ABOUT THIS EXERCISE: Line by line, output everything from the one that contains "is (364, 624)." through the end of the material below, exactly as written and with no pictures.

EXTRACTED ENTRIES:
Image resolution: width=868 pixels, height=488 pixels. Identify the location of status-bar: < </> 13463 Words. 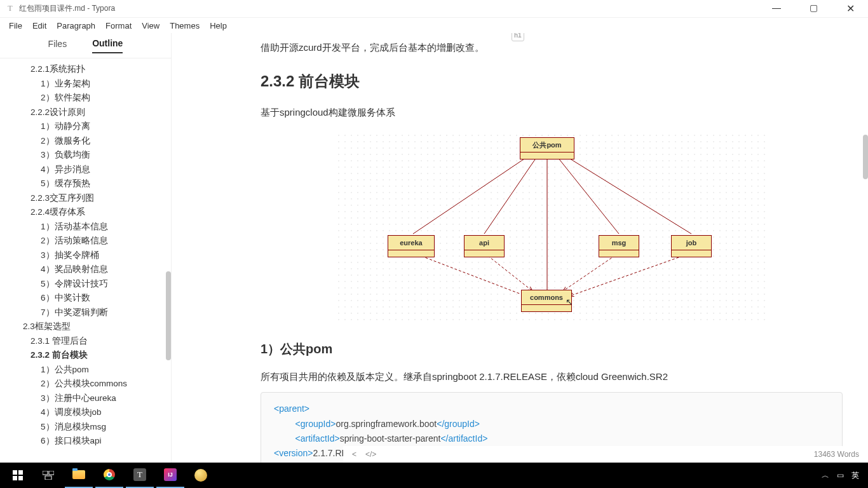
(606, 454).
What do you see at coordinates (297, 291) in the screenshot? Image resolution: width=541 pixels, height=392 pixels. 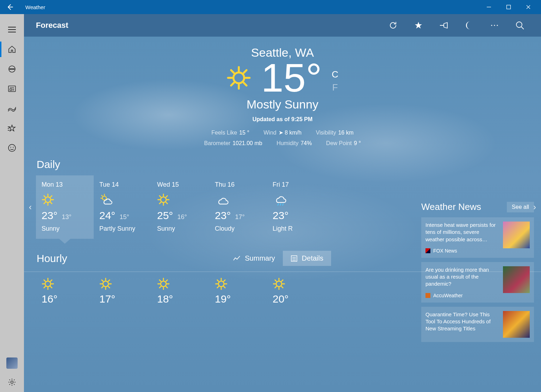 I see `hourly-item: 20°` at bounding box center [297, 291].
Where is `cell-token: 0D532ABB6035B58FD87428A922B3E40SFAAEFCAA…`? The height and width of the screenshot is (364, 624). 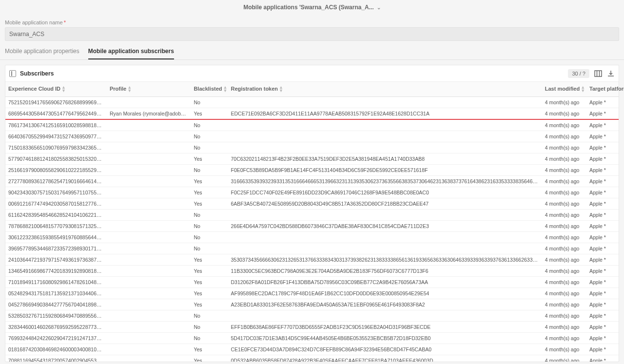
cell-token: 0D532ABB6035B58FD87428A922B3E40SFAAEFCAA… is located at coordinates (385, 359).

SOLVED PROBLEM:
Where is `cell-token: 0D532ABB6035B58FD87428A922B3E40SFAAEFCAA…`? The height and width of the screenshot is (364, 624). 
cell-token: 0D532ABB6035B58FD87428A922B3E40SFAAEFCAA… is located at coordinates (385, 359).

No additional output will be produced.